Passwordless Authentication - Beyond Passwords
About 2 min read
Passwordless authentication is an umbrella term for authentication methods that verify identity without using a password. There are multiple implementations, including passkeys, security keys, biometric authentication, and magic links. By eliminating the "shared secret" of a password, all of them fundamentally resolve the vulnerabilities inherent to passwords, such as leakage, reuse, and phishing. In 2025, Microsoft switched the default for new accounts to passwordless, driving a large-scale migration affecting more than one billion users.
Why It Fundamentally Solves the Problems of Passwords
Password authentication has structural flaws. The server must store a secret (the hashed password), so a large volume of credentials leaks when the server is compromised. Because users rely on memory, password fatigue drives them toward reuse and simplification, making them targets of credential stuffing. Passwordless authentication solves these problems as follows.
Only the public key is stored on the server. Even if it leaks, it cannot be abused.
Because no password exists, reuse itself becomes impossible.
FIDO2-based methods verify the origin, so authentication does not succeed on fake sites.
Classification of Implementation Methods
| Method | How It Works | Phishing Resistance | Main Use |
|---|---|---|---|
| Passkey | FIDO2 public-key cryptography + cloud sync | ◎ High | Consumer-facing services |
| Security key | FIDO2 public-key cryptography + physical device | ◎ High | High-security enterprise environments |
| Magic link | Sends a temporary login URL by email | △ Low | SaaS such as Slack and Notion |
| Biometric authentication (standalone) | Matches fingerprint, face, or iris on the device | ○ Moderate | Unlocking a smartphone |
Magic links eliminate passwords, but they can be breached if the email account is compromised, so their phishing resistance is limited. Passkeys and security keys based on FIDO2/WebAuthn are the most robust options in terms of security.
A Common Misconception - Passwordless ≠ No Passwords at All
The name "passwordless" tends to give the impression that passwords become entirely unnecessary, but the reality is a bit more complex. Cloud sync of passkeys requires the password of an Apple ID or Google account, and the master password of a password manager still exists. What passwordless authentication eliminates is "the burden of managing a separate password for each service"; in practice, a password often still remains at the core of the authentication infrastructure.
Current Adoption and Transition-Period Challenges
As of 2025, the three major platforms Apple, Google, and Microsoft support passkeys, and adoption is advancing among leading services such as GitHub, Amazon, and PayPal. However, not all services migrate to passwordless at once, so for the time being the parallel operation of passwords and passwordless will continue.
A practical challenge during the transition is that services without passkey support still require you to manage strong passwords with a password manager. Reviewing the challenges of migrating to passkeys and the basics of two-factor authentication together makes it easier to draw up a phased migration plan.Passwordless authentication books on Amazon are also helpful references for implementation.
Real-World Use Cases
"After migrating our internal Microsoft 365 to passwordless (Windows Hello + Authenticator), password reset requests to the help desk dropped from 150 per month to zero. Login time was also shortened from an average of 12 seconds to 3 seconds, greatly improving employee satisfaction."
The risks of biometric authentication are also an important topic to understand when adopting passwordless.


#### [INSTRUCTIONS FOR THE TASK]
In this exercise, reproduce all the entries that follow exactly.

Stored data entries
########

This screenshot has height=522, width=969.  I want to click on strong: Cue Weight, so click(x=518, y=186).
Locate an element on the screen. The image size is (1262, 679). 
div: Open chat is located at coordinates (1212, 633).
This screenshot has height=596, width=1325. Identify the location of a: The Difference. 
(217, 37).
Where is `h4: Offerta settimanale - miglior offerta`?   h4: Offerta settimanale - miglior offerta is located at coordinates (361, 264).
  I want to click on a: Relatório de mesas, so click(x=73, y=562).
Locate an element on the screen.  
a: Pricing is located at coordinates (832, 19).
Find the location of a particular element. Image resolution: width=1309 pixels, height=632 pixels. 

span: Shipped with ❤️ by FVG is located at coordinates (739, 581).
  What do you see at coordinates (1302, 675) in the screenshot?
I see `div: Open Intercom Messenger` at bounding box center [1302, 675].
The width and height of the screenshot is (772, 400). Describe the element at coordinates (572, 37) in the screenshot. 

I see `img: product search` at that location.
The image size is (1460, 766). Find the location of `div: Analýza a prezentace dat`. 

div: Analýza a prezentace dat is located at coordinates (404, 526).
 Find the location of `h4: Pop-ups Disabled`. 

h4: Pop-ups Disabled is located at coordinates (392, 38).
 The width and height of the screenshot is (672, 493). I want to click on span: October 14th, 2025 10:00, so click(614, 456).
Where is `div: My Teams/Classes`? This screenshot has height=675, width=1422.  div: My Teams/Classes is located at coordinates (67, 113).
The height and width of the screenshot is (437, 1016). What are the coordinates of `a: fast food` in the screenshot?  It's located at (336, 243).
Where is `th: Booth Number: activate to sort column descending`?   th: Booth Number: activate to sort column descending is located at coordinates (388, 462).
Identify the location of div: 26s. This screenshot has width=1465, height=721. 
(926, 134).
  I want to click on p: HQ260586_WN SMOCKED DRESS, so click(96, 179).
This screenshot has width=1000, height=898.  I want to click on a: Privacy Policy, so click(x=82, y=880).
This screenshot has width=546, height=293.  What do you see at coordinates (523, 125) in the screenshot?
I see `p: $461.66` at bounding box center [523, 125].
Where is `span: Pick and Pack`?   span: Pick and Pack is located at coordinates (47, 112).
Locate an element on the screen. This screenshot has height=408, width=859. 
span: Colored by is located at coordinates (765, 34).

########

#### [THE COMPLETED TASK]
This screenshot has height=522, width=969.  I want to click on strong: Cue Weight, so click(x=518, y=186).
Locate an element on the screen. The image size is (1262, 679). 
div: Open chat is located at coordinates (1212, 633).
This screenshot has height=596, width=1325. Identify the location of a: The Difference. 
(217, 37).
Where is `h4: Offerta settimanale - miglior offerta`?   h4: Offerta settimanale - miglior offerta is located at coordinates (361, 264).
  I want to click on a: Relatório de mesas, so click(x=73, y=562).
Locate an element on the screen.  
a: Pricing is located at coordinates (832, 19).
Find the location of a particular element. Image resolution: width=1309 pixels, height=632 pixels. 

span: Shipped with ❤️ by FVG is located at coordinates (739, 581).
  What do you see at coordinates (1302, 675) in the screenshot?
I see `div: Open Intercom Messenger` at bounding box center [1302, 675].
The width and height of the screenshot is (772, 400). Describe the element at coordinates (572, 37) in the screenshot. 

I see `img: product search` at that location.
The image size is (1460, 766). Find the location of `div: Analýza a prezentace dat`. 

div: Analýza a prezentace dat is located at coordinates (404, 526).
 Find the location of `h4: Pop-ups Disabled`. 

h4: Pop-ups Disabled is located at coordinates (392, 38).
 The width and height of the screenshot is (672, 493). I want to click on span: October 14th, 2025 10:00, so click(614, 456).
Where is `div: My Teams/Classes`? This screenshot has height=675, width=1422.  div: My Teams/Classes is located at coordinates (67, 113).
The height and width of the screenshot is (437, 1016). What are the coordinates of `a: fast food` in the screenshot?  It's located at (336, 243).
Where is `th: Booth Number: activate to sort column descending`?   th: Booth Number: activate to sort column descending is located at coordinates (388, 462).
Identify the location of div: 26s. This screenshot has width=1465, height=721. 
(926, 134).
  I want to click on p: HQ260586_WN SMOCKED DRESS, so click(96, 179).
This screenshot has width=1000, height=898.  I want to click on a: Privacy Policy, so click(x=82, y=880).
This screenshot has width=546, height=293.  What do you see at coordinates (523, 125) in the screenshot?
I see `p: $461.66` at bounding box center [523, 125].
Where is `span: Pick and Pack`?   span: Pick and Pack is located at coordinates (47, 112).
Locate an element on the screen. This screenshot has height=408, width=859. 
span: Colored by is located at coordinates (765, 34).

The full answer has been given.